*Assignment:* Lines to restate from the data below: from the one containing "This screenshot has height=976, width=1735." to the one containing "The height and width of the screenshot is (424, 754).", both included. Give them again exactly, and only them.

====== Source material

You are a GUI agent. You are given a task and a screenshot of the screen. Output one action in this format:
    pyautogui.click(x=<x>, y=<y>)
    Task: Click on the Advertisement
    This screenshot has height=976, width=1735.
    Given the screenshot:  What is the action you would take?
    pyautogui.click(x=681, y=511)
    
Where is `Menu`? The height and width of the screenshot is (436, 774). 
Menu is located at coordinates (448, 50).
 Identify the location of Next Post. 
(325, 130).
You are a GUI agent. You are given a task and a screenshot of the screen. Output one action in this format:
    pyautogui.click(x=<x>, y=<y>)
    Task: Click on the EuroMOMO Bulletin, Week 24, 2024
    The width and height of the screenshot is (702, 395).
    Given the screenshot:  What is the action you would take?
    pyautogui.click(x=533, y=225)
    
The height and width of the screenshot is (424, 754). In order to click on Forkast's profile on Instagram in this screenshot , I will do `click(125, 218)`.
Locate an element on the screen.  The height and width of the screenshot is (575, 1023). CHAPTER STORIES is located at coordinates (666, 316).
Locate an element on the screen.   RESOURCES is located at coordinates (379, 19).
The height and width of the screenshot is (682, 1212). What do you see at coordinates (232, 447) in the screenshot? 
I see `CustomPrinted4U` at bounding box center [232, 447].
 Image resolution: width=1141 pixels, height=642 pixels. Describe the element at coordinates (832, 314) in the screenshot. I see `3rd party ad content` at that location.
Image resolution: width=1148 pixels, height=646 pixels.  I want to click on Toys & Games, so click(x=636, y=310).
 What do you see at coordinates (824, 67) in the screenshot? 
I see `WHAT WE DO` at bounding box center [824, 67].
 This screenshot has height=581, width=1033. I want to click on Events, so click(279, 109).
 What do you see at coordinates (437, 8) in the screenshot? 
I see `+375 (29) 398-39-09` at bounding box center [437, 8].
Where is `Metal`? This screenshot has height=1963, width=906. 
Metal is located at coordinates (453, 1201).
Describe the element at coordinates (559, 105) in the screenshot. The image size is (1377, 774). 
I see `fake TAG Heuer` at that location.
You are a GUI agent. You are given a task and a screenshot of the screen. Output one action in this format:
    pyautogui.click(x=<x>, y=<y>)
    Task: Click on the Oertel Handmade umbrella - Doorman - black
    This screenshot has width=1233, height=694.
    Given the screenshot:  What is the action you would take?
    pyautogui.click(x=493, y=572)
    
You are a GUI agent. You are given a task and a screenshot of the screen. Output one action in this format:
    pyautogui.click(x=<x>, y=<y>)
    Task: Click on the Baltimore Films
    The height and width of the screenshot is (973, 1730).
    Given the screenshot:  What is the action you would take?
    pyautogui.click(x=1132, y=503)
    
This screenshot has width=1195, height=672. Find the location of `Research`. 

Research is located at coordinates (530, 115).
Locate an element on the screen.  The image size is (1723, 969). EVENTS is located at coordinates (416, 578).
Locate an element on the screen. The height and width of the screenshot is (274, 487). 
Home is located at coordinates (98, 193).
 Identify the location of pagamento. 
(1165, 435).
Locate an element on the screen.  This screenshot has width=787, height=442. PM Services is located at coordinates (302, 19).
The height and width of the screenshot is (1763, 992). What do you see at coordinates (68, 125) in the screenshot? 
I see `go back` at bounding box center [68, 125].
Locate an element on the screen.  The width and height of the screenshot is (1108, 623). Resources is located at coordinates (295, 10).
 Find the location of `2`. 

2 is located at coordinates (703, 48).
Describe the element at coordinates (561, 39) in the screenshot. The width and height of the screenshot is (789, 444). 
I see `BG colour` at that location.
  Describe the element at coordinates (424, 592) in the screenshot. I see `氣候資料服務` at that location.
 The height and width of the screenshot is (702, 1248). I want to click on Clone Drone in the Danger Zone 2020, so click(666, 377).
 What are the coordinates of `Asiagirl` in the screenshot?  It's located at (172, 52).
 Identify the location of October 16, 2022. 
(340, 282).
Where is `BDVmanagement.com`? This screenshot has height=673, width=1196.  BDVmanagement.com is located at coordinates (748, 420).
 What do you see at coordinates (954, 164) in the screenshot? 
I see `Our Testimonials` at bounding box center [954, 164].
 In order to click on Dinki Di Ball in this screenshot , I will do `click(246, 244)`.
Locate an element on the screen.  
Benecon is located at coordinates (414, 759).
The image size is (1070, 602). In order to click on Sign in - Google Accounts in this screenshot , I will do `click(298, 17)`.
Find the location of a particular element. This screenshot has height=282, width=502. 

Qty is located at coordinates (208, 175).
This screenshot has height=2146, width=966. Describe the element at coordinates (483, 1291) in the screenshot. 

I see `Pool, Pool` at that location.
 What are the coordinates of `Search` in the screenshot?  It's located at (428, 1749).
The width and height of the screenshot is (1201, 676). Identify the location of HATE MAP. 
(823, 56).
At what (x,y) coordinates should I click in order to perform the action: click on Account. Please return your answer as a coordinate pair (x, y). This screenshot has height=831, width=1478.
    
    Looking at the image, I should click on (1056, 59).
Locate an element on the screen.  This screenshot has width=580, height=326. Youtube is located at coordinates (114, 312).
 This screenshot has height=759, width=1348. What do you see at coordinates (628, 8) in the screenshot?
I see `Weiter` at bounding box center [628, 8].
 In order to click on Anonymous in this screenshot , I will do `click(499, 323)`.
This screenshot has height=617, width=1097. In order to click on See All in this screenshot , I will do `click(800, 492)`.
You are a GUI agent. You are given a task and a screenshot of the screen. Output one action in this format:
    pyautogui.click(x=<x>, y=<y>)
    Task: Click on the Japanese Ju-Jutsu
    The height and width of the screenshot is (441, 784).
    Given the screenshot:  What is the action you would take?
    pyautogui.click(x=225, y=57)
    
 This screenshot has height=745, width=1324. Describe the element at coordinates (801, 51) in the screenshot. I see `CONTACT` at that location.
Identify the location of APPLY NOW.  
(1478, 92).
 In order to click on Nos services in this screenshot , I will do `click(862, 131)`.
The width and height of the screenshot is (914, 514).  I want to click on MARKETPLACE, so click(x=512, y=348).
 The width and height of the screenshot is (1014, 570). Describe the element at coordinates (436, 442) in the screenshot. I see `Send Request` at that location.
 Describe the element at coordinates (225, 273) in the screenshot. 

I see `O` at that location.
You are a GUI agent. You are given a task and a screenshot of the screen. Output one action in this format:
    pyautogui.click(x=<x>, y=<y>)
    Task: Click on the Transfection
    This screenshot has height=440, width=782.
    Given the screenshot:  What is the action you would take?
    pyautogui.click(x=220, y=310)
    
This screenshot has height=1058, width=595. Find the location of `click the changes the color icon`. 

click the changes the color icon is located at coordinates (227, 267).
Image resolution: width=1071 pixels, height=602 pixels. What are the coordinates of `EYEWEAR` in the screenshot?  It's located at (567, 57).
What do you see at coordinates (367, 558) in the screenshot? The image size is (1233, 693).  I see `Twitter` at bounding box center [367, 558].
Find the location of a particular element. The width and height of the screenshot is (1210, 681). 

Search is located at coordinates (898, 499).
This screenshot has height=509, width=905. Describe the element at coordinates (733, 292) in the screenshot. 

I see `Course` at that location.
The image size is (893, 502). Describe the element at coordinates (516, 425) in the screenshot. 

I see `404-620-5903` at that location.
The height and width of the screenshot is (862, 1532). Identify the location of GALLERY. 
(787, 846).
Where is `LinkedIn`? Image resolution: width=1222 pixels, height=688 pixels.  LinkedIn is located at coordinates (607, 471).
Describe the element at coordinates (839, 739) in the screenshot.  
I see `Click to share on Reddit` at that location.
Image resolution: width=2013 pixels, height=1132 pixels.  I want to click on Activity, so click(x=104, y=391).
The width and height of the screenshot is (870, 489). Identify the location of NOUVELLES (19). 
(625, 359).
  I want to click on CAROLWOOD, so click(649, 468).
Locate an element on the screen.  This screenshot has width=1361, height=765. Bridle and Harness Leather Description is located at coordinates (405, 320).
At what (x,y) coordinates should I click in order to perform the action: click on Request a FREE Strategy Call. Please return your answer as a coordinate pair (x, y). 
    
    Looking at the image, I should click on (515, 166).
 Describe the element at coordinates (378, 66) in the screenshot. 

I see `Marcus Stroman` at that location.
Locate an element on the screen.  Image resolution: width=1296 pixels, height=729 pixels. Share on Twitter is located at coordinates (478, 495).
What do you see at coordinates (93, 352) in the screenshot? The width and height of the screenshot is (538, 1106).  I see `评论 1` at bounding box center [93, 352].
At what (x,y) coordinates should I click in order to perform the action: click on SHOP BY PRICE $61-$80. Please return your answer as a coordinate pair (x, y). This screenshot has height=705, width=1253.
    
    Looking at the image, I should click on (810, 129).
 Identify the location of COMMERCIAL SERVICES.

============

*Solved problem:*
    This screenshot has height=976, width=1735.
    Given the screenshot:  What is the action you would take?
    pyautogui.click(x=681, y=511)
    
Where is `Menu`? The height and width of the screenshot is (436, 774). 
Menu is located at coordinates (448, 50).
 Identify the location of Next Post. 
(325, 130).
You are a GUI agent. You are given a task and a screenshot of the screen. Output one action in this format:
    pyautogui.click(x=<x>, y=<y>)
    Task: Click on the EuroMOMO Bulletin, Week 24, 2024
    The width and height of the screenshot is (702, 395).
    Given the screenshot:  What is the action you would take?
    pyautogui.click(x=533, y=225)
    
The height and width of the screenshot is (424, 754). In order to click on Forkast's profile on Instagram in this screenshot , I will do `click(125, 218)`.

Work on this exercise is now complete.